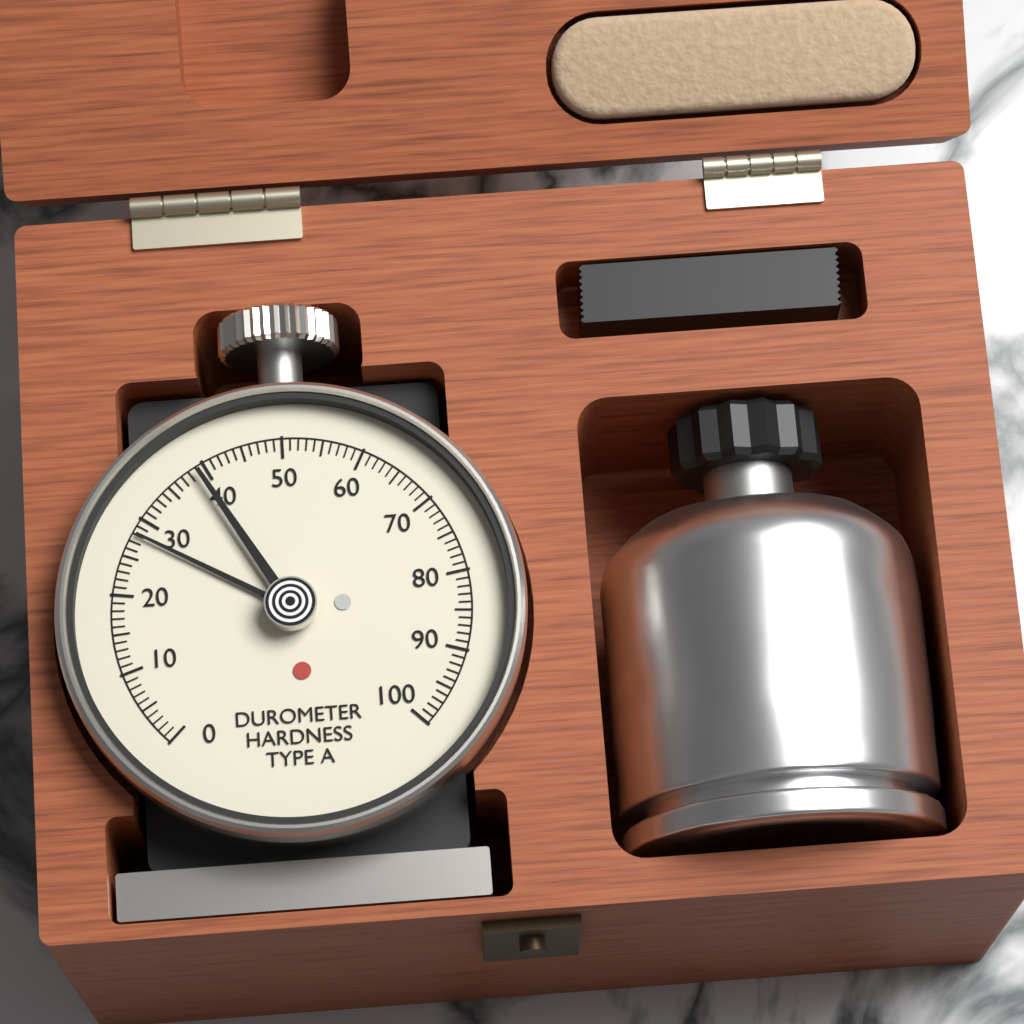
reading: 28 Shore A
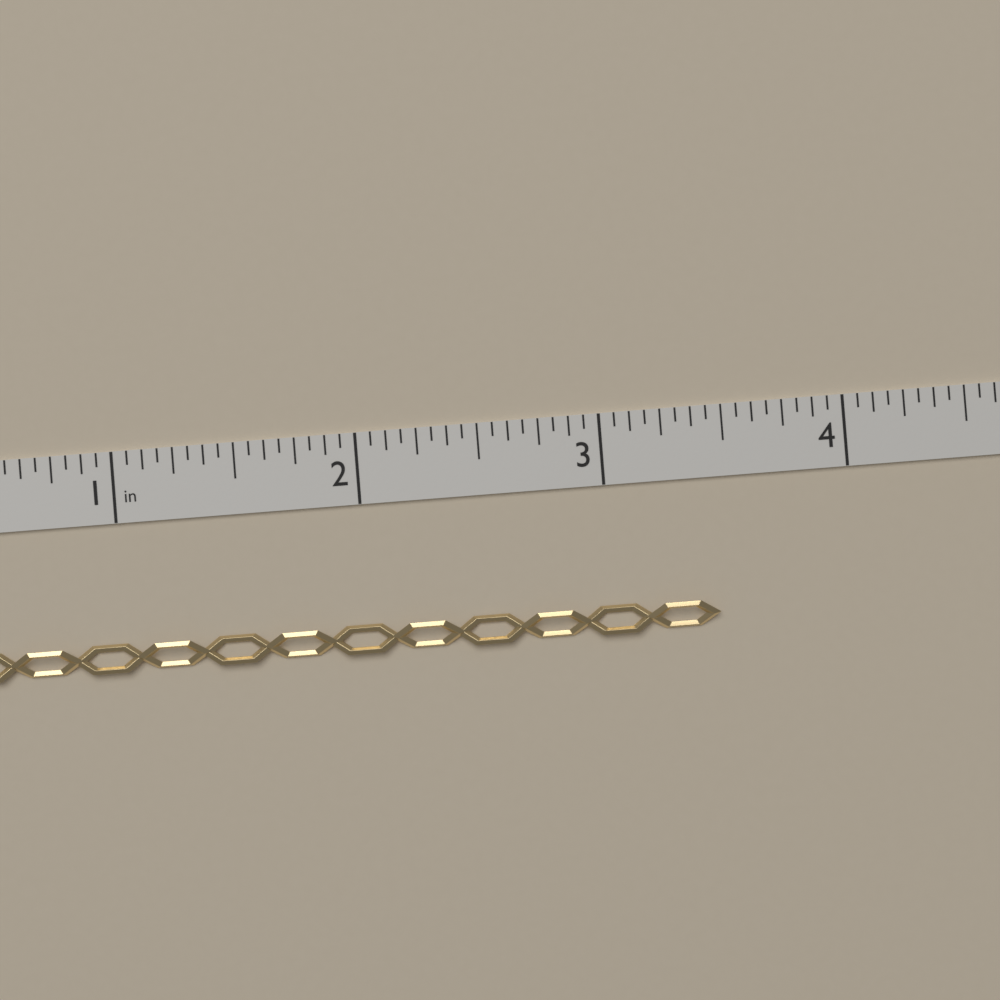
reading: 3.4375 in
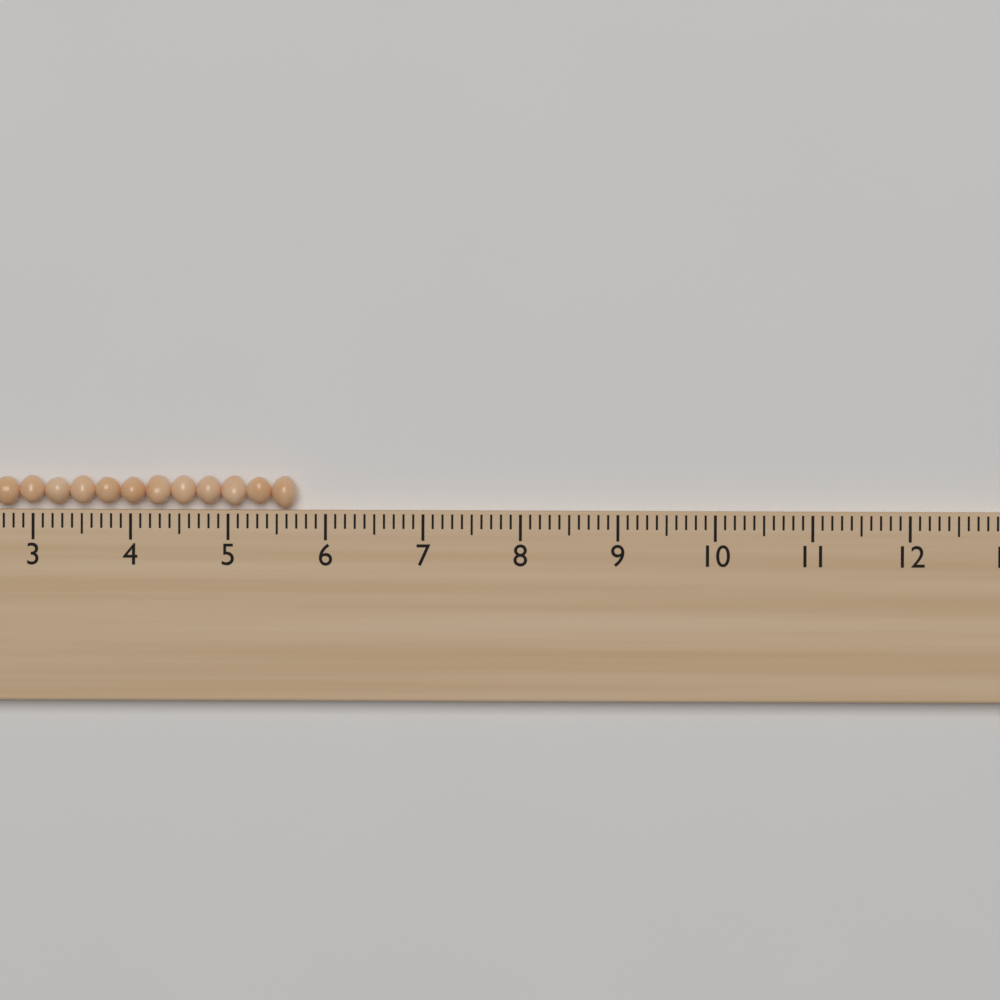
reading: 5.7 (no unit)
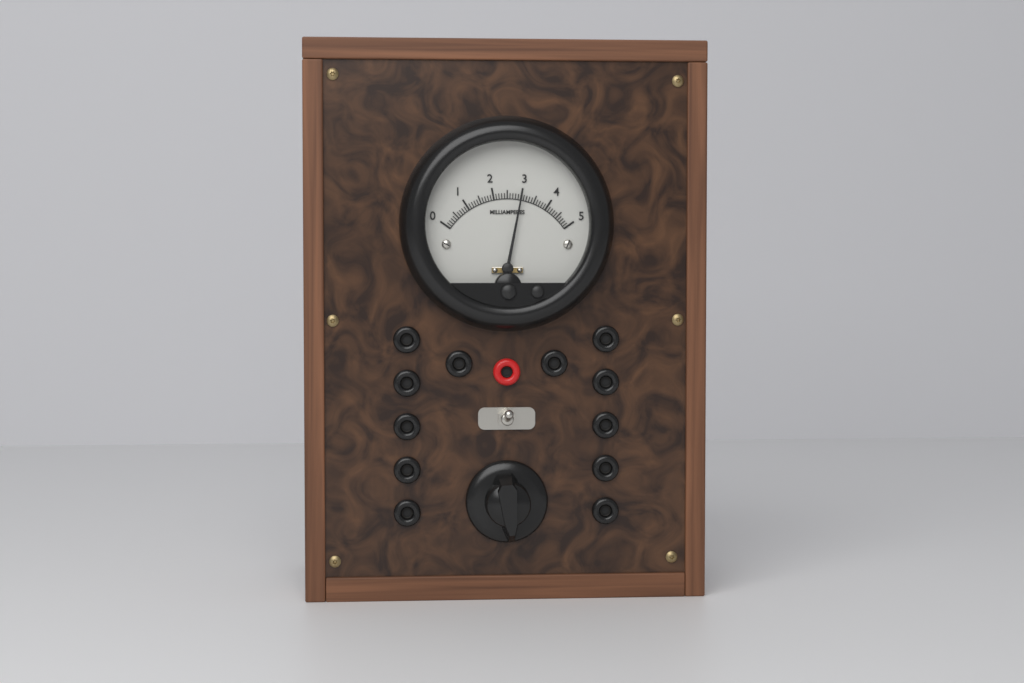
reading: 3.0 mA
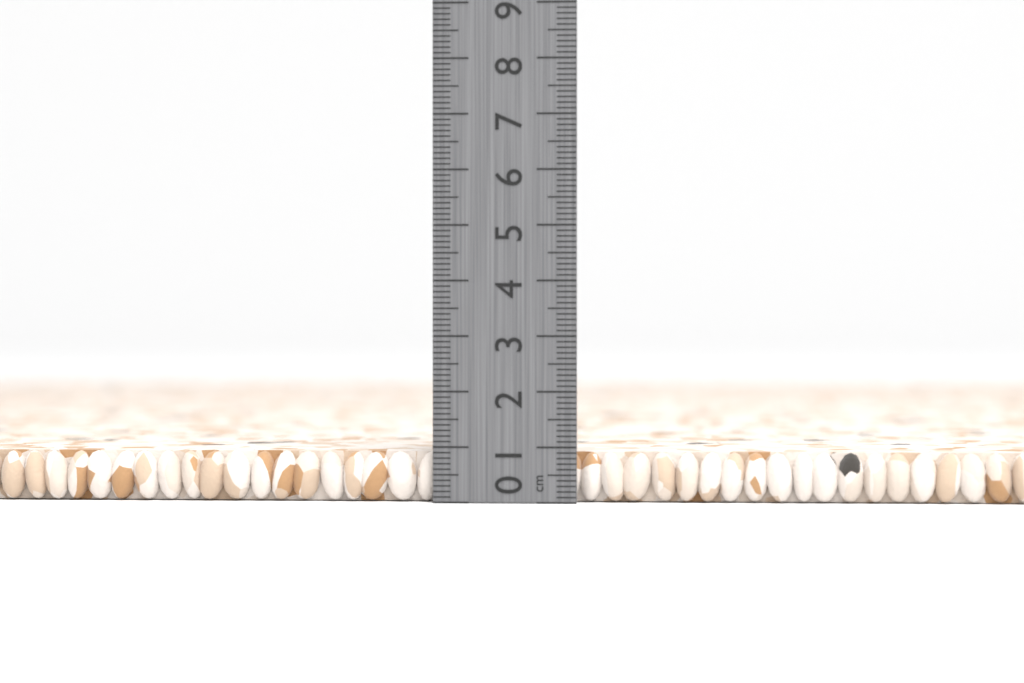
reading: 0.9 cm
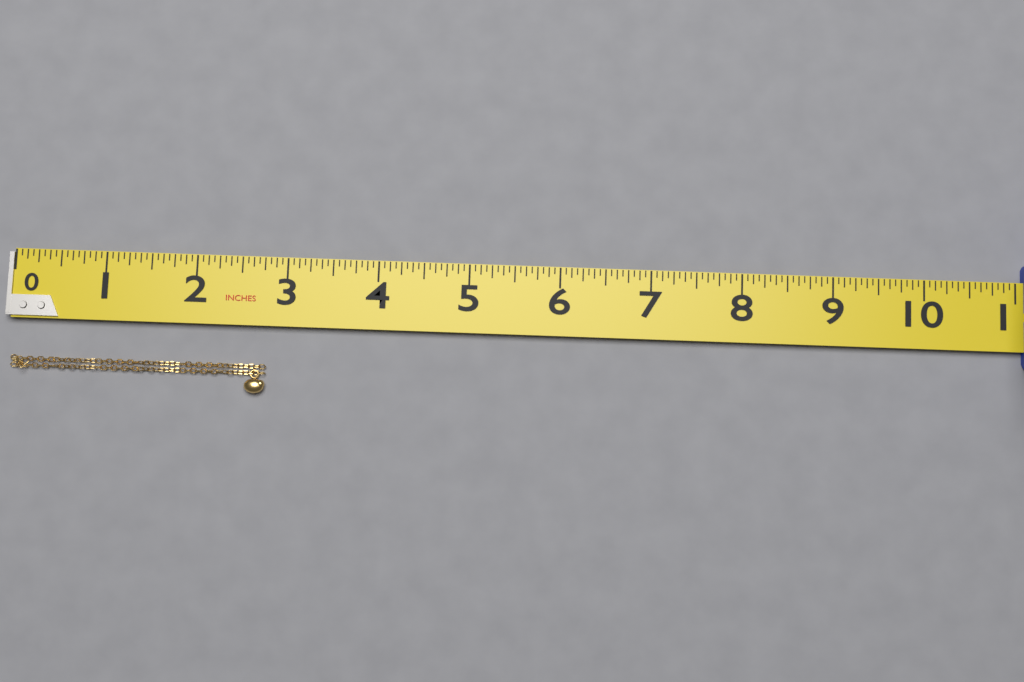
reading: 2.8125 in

Task prompt:
Leaving out the pictures, restate the listing above exactly.

Answer to the exercise:
reading: 28 Shore A
reading: 3.4375 in
reading: 5.7 (no unit)
reading: 3.0 mA
reading: 0.9 cm
reading: 2.8125 in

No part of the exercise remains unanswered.